BEYOND WINTER: The Irrelevant Memories of An Old Janitor—THE WORLD IS MY FIELDHOUSE [M, 4-28-25]
There was an article recently [4-22-25], in The Indiana Daily Student, about the dirty and disgusting conditions student athletes have to put up with in The Harry Gladstein Fieldhouse, the home of Indiana University track and field sports. I took that personally, since I was once the custodian there.
It wasn’t The Harry Gladstein Fieldhouse then. It was just the “new” field house, a stopping place between the “old” fieldhouse-- --and Assembly Hall, “The house that Bob Knight built.”
The “old” fieldhouse--where I did the required PE course in my frosh year, and where we all filled out fourteen 3x5 cards and stood in long lines to register for classes--is now named for Bill Garrett, All-American IU basketball player and the first black to play regularly in the Big 10
When Assembly Hall, now named for philanthropist Simon Skjodt, was completed, the track and field teams felt good about inheriting the “new” fieldhouse, because it was a clean, beautiful facility. I know it was, because that is the way I left it.
Apparently, the new janitor didn’t do as good a job as I did. Of course, it was 64 years ago that I left the job, and so maybe the deterioration wasn’t just because of my custodial replacements.
I had worked for George McClain, the director of the IU buildings and grounds division, during summers, when I was an undergrad student. When Helen and I got thrown out of Dallas for letting black kids come to the community center we directed, and I could not continue at the Perkins School of Theology at SMU, we moved back to Bloomington. George put me back on his payroll as the custodian for the new fieldhouse.
I assumed that I was done with ministry at that point. I was good at janitorial work, and I got to hang around the basketball team. I had to use one of those wide dry mops on the playing floor each day before practice. I’d make a point of finishing just before the arrival of the players and coach Lou Watson, the former assistant and successor to the great Branch McCraken, thinking that if they were ever a player short for scrimmaging, Lou would do the logical thing and have me play. Turns out that Lou wasn’t all that logical.
There was a sort of combination office and supply room in that fieldhouse where I ate the lunch Helen had packed for me. It was a lonesome time, eating my carrot sticks and spam sandwich by myself in the midst of mops and brooms, so I took a book to read. I selected which book the same way I do now when I want a book for a doctor’s waiting room—by size, something to fit a coat pocket or a lunch sack.
One day, I pulled from my lunch sack the small book I had grabbed from our bricks and boards book shelves on my way out the door and started reading…about how to be a better preacher, as extolled by Alexander Mackay.
I thought…wait a minute. I don’t need this book anymore… but I kept on reading. I began to compare what Mackay was saying with my three years as a preacher while I had been an IU undergrad.
When it came time to go back to my mopping and sweeping, I wanted to continue that conversation with Mackay instead. I realized that I wasn’t through with the ministry yet. Or maybe, the ministry wasn’t through with me yet.
I was a bit disappointed when I told George McClain that I had to give up my career as custodian at the new fieldhouse so that I could go back to seminary, this time at Garrett, at Northwestern U. George didn’t seem disappointed that I was giving up janitorial work. “You’ll be a great preacher,” he said.
Maybe I didn’t leave the new fieldhouse as clean as I thought I did.
John Robert McFarland
I decided on The World
Is My Fieldhouse as the title for this column, because of John Wesley’s
phrase, “The world is my parish.” Too cute? Not relevant enough? Well,
sometimes, titles that communicate clearly just don’t come easily.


Exercise prompt: Find the string "clinic" in the listing below and return each line it appears in.

※ ※ ※

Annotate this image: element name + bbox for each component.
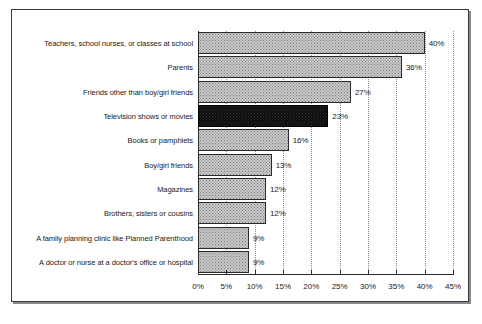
bar: [198, 227, 249, 249]
tick-label: 5%: [221, 282, 233, 291]
bar-value-label: 9%: [253, 257, 264, 266]
category-label: A doctor or nurse at a doctor's office o…: [39, 257, 193, 266]
tick-mark: [283, 270, 284, 275]
tick-label: 25%: [332, 282, 348, 291]
bar-value-label: 12%: [270, 184, 286, 193]
category-label: A family planning clinic like Planned Pa…: [36, 233, 193, 242]
tick-label: 0%: [192, 282, 204, 291]
tick-label: 10%: [247, 282, 263, 291]
tick-mark: [340, 270, 341, 275]
tick-mark: [311, 270, 312, 275]
bar-value-label: 27%: [355, 87, 371, 96]
bar: [198, 178, 266, 200]
x-axis: 0%5%10%15%20%25%30%35%40%45%: [198, 274, 453, 275]
bar-value-label: 16%: [293, 136, 309, 145]
bar: [198, 32, 425, 54]
tick-mark: [368, 270, 369, 275]
tick-label: 35%: [388, 282, 404, 291]
tick-mark: [396, 270, 397, 275]
category-label: Parents: [168, 63, 194, 72]
category-label: Boy/girl friends: [144, 160, 193, 169]
bar-row: A doctor or nurse at a doctor's office o…: [198, 251, 453, 273]
bar: [198, 105, 328, 127]
tick-label: 45%: [445, 282, 461, 291]
bar-row: Friends other than boy/girl friends27%: [198, 81, 453, 103]
tick-label: 30%: [360, 282, 376, 291]
bar-row: Parents36%: [198, 56, 453, 78]
figure-frame: Teachers, school nurses, or classes at s…: [11, 9, 469, 302]
bar-value-label: 9%: [253, 233, 264, 242]
category-label: Teachers, school nurses, or classes at s…: [44, 39, 193, 48]
bar: [198, 202, 266, 224]
tick-label: 40%: [417, 282, 433, 291]
bar: [198, 81, 351, 103]
tick-mark: [425, 270, 426, 275]
bar-value-label: 13%: [276, 160, 292, 169]
gridline-45%: [453, 31, 454, 274]
bar-row: Books or pamphlets16%: [198, 129, 453, 151]
bar-row: Television shows or movies23%: [198, 105, 453, 127]
bar-value-label: 36%: [406, 63, 422, 72]
bar: [198, 56, 402, 78]
category-label: Friends other than boy/girl friends: [83, 87, 193, 96]
bar-row: Teachers, school nurses, or classes at s…: [198, 32, 453, 54]
tick-mark: [453, 270, 454, 275]
bar-row: Brothers, sisters or cousins12%: [198, 202, 453, 224]
tick-mark: [255, 270, 256, 275]
tick-label: 20%: [303, 282, 319, 291]
bar-row: A family planning clinic like Planned Pa…: [198, 227, 453, 249]
tick-label: 15%: [275, 282, 291, 291]
category-label: Brothers, sisters or cousins: [104, 209, 193, 218]
bar: [198, 154, 272, 176]
bar: [198, 251, 249, 273]
category-label: Books or pamphlets: [128, 136, 193, 145]
tick-mark: [226, 270, 227, 275]
bar-row: Boy/girl friends13%: [198, 154, 453, 176]
bar-row: Magazines12%: [198, 178, 453, 200]
bar-value-label: 23%: [332, 112, 348, 121]
plot-area: Teachers, school nurses, or classes at s…: [198, 31, 453, 274]
bar: [198, 129, 289, 151]
bar-value-label: 12%: [270, 209, 286, 218]
bar-value-label: 40%: [429, 39, 445, 48]
chart-screenshot: Teachers, school nurses, or classes at s…: [0, 0, 482, 324]
tick-mark: [198, 270, 199, 275]
category-label: Magazines: [157, 184, 193, 193]
category-label: Television shows or movies: [103, 112, 193, 121]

※ ※ ※

Result:
category-label: A family planning clinic like Planned Pa…: [36, 233, 193, 242]
bar-row: A family planning clinic like Planned Pa…: [198, 227, 453, 249]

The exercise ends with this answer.